Okay, rant mode on. As I was waiting for Eclipse to launch again today, it occured to me that one of the enduring mysteries of Java (and C#/.NET) for me is the continued dominance of just-in-time compilation as a runtime strategy for these languages, wherever they're found. We've all read the articles that claim that Java is "nearly as fast as C++", we also all know that that's a bunch of hooey, particularly with regard to startup time. Of course, if Eclipse wasn't periodically crashing on me with out-of-memory errors, then I'd care less about the startup time - but that's another rant. Back to startup time and JIT compilation...
If you're creating a server-based application, the overhead of the JIT compiler is probably pretty nominal - the first time through the code, it's a little pokey, but after that, it's plenty fast, and you're likely throttled by network I/O or database performance, anyway. And in theory, the JIT compiler can make code that's optimal for your particular hardware, though in practice, device-specific optimizations are pretty minimal.
On the other hand, if you're writing a desktop application (or worse yet, a piece of embedded firmware), then startup time, and first-time through performance, matters.
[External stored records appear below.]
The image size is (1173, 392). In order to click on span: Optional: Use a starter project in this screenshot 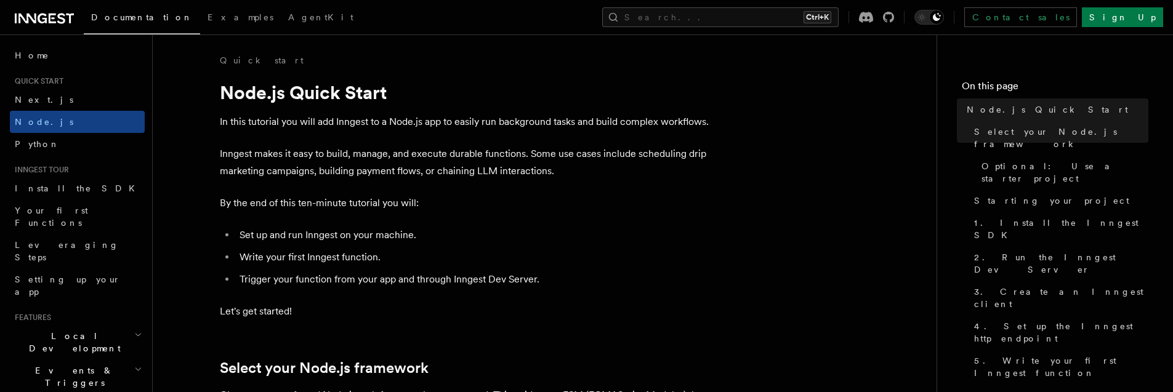, I will do `click(1064, 172)`.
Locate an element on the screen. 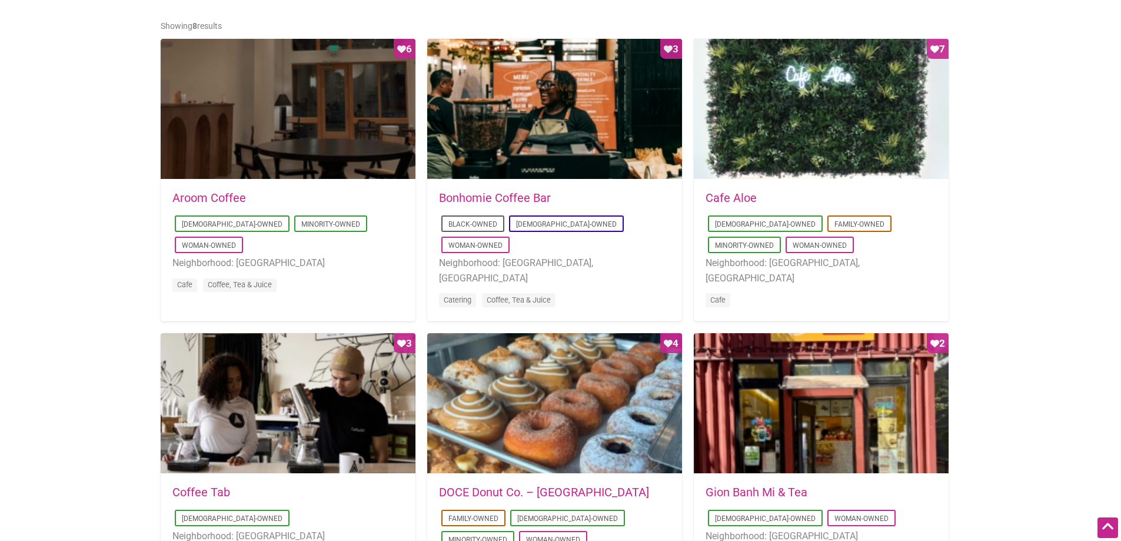 This screenshot has height=541, width=1121. b: 8 is located at coordinates (195, 26).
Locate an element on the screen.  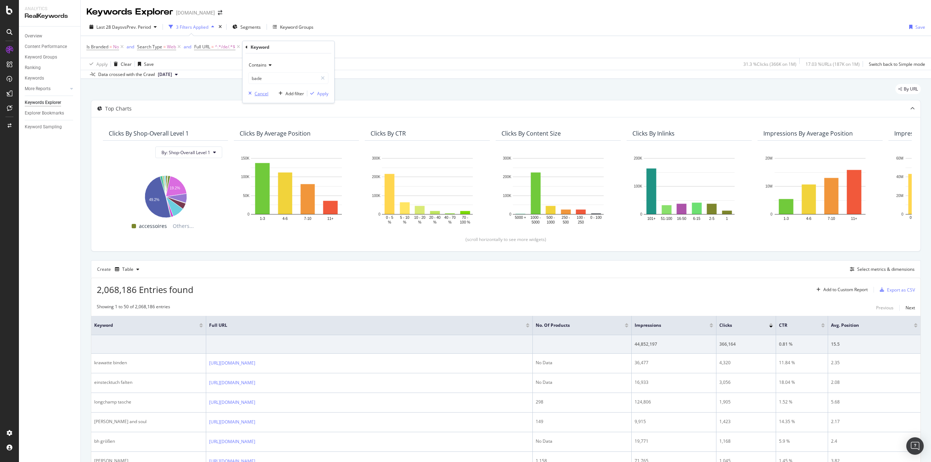
div: longchamp tasche is located at coordinates (148, 402).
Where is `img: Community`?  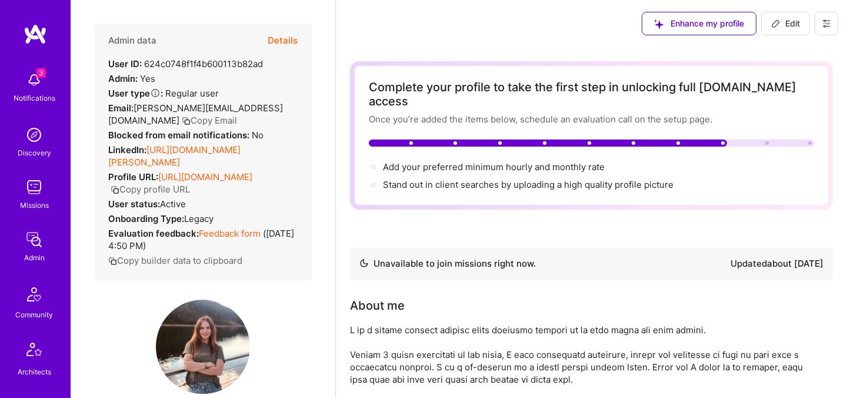
img: Community is located at coordinates (34, 294).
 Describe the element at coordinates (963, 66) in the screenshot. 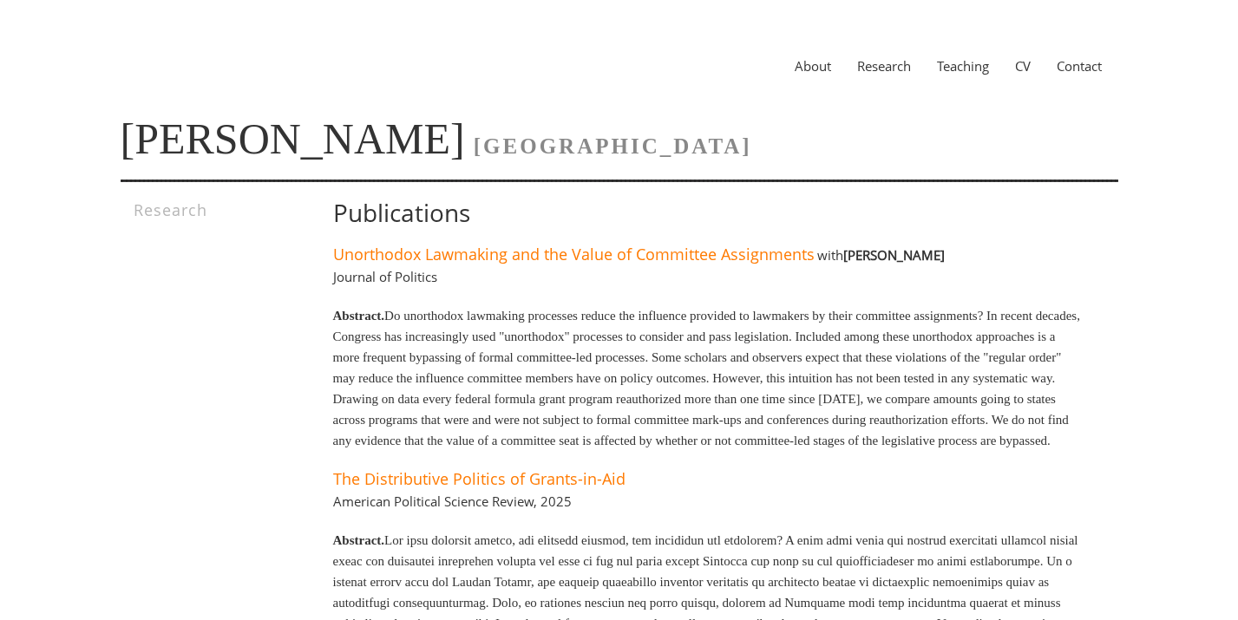

I see `a: Teaching` at that location.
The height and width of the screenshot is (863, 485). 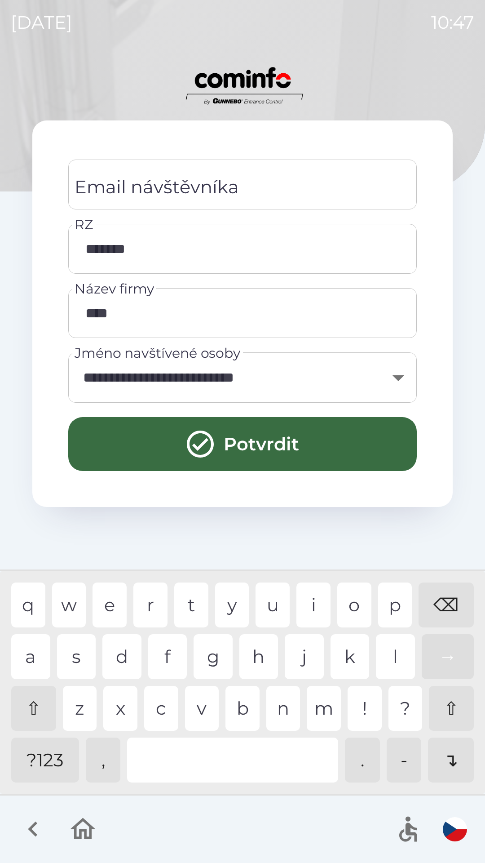 I want to click on label: Název firmy, so click(x=114, y=289).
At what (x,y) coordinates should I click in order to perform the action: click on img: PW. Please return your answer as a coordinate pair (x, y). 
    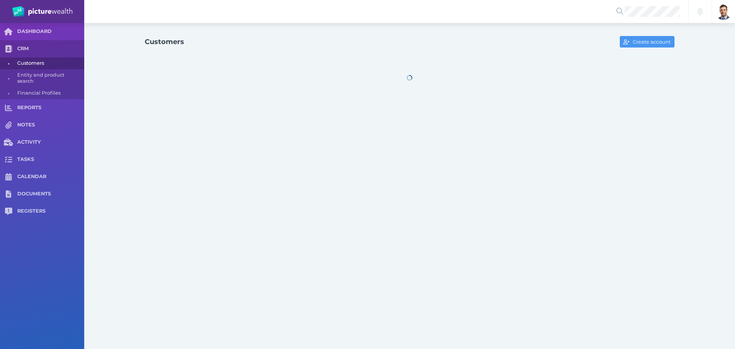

In many cases, it matters rather a lot.
There are a number of advantages to writing code in a "managed", garbage-collected language, especially for desktop applications - memory leaks are much reduced, you eliminate buffer overflows, and there is the whole Java standard library full of useful code that you don't have to write for yourself. I'm willing to put up with many of the disadvantages of Java to gain the productivity and safety advantages. But waiting for the Java interpreter to recompile the same application over and over offends me on some basic level.
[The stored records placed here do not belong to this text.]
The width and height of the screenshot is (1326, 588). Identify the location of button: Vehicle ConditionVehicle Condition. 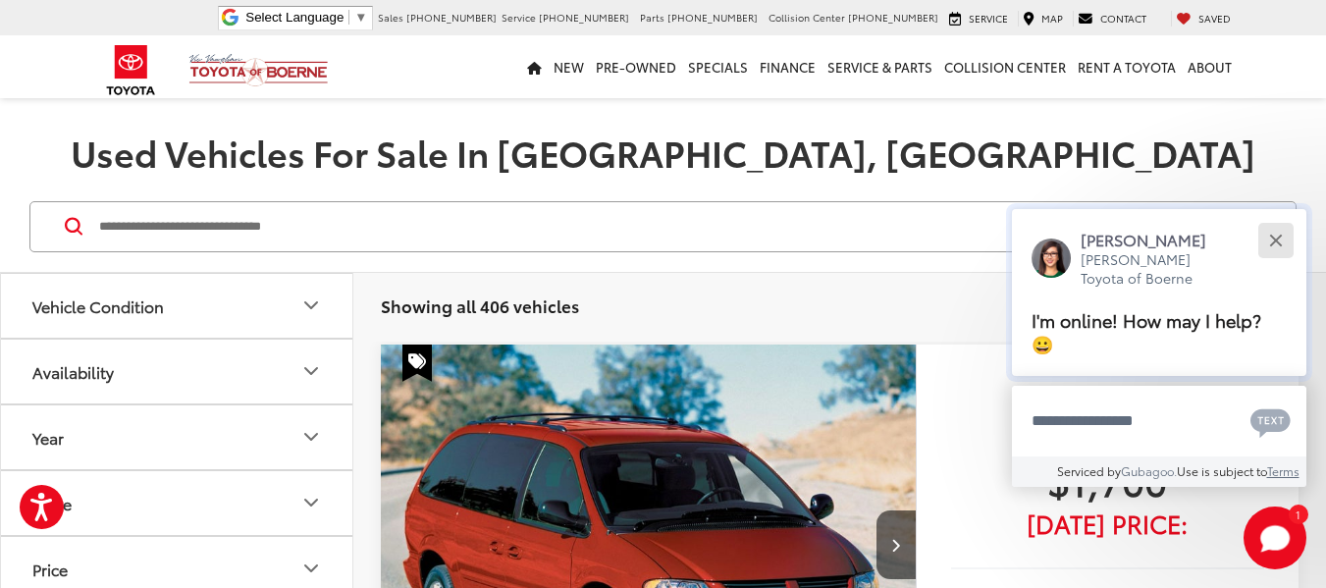
(178, 305).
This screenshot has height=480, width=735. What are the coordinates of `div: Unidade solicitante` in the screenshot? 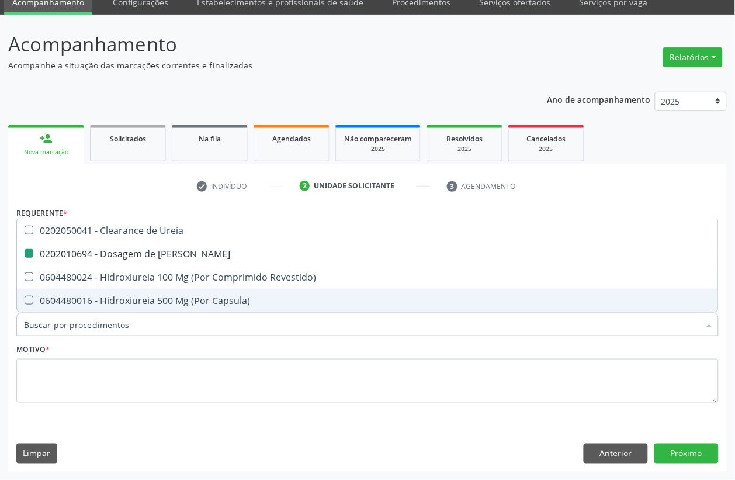 It's located at (354, 186).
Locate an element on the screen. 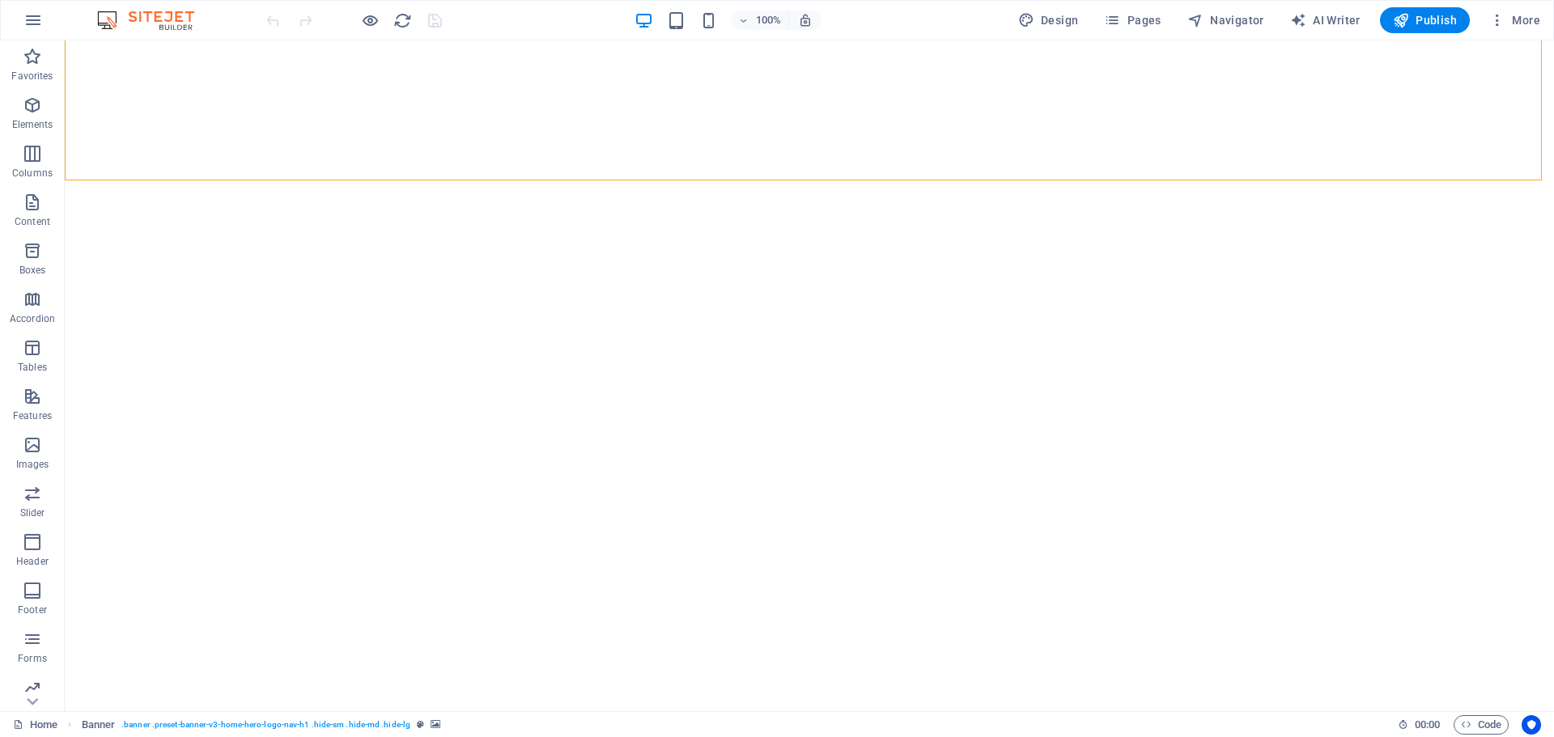 Image resolution: width=1554 pixels, height=737 pixels. nav: breadcrumb is located at coordinates (261, 725).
On a recent project, we used every trick in the book to speed up our startup time, including a "faked" startup splash screen, lazy initialization of everything we could get away with, etc, etc. Despite all that effort (and unecessary complication in the code base), startup time was still one of the most common complaints from users.
Quite a bit of profiling was done, and in our case, much of the startup time was taken up deep inside the JIT, where there was little we could do about it. Why oh why doesn't anybody make a Java (or .NET) implementation that keeps the safe runtime behavior, and implements a simple all-at-once compilation to high-performance native code? Maybe somebody does, but I haven't heard of them.
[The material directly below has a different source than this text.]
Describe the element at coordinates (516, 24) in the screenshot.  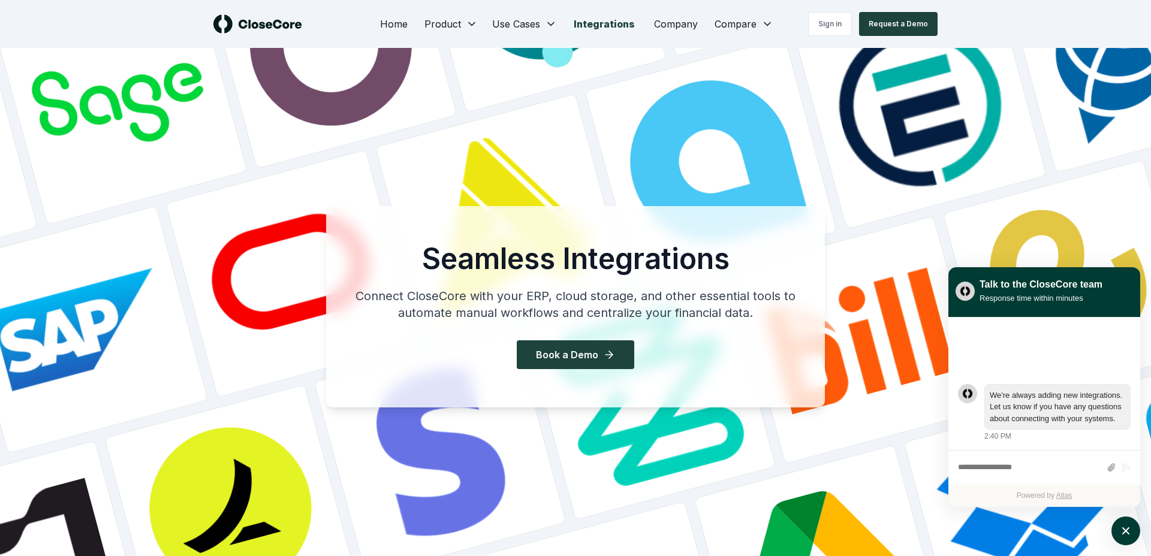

For that matter, why don't the reference implementations of these language runtimes just save all that carefully-compiled native code so they can skip all that effort the next time? The .NET framework even has a global cache for shared assemblies. Why those, at least, aren't pre-compiled during installation, I can't even imagine.
Update:
I was helpfully reminded of NGen, which will pre-compile .NET assemblies to native code. I had forgotten about that, since so much of my most recent C# work was hosted on Mono, which does things a bit differently. Mono has an option for AOT (ahead of time) compilation, which works, sort of, but could easily be the subject of another long article.
6 comments:
I wonder if one reason they don't cache the compiled code from one session to the next is that the code is compiled and optimized for each individual session. If you use an app in a radically different way from one session to the next, different code would be compiled, and that code might have different optimizations in it.
You can run your .NET apps through NGEN: http://msdn.microsoft.com/en-us/library/6t9t5wcf%28VS.80%29.aspx to get "native images".
On .net at least, code is often ngen'd when it's installed.
Ben & Adam, thanks for the reminder on NGen - I had completely forgotten about it.
I still think it's a bit wonky that you need to manually invoke NGen, and that images can get "invalidated" for unspecified reasons, which would require you to regenerate them.
There's gcj, which can compile directly to native machine code on any platform supported by the GNU compiler chain. when I last used it, back in 2005, the library support was a bit limited, but it currently supports most of the 1.4 libraries with some 1.5 additions. I don't know if that support includes GUI stuff (it didn't back in 2005).
Excelsior JET is a Java SE 6 compliant JVM with an Ahead-Of-Time compiler. There is also a number of embedded Java implementations with AOT compilers, e.g. ARM Jazelle used to include such option.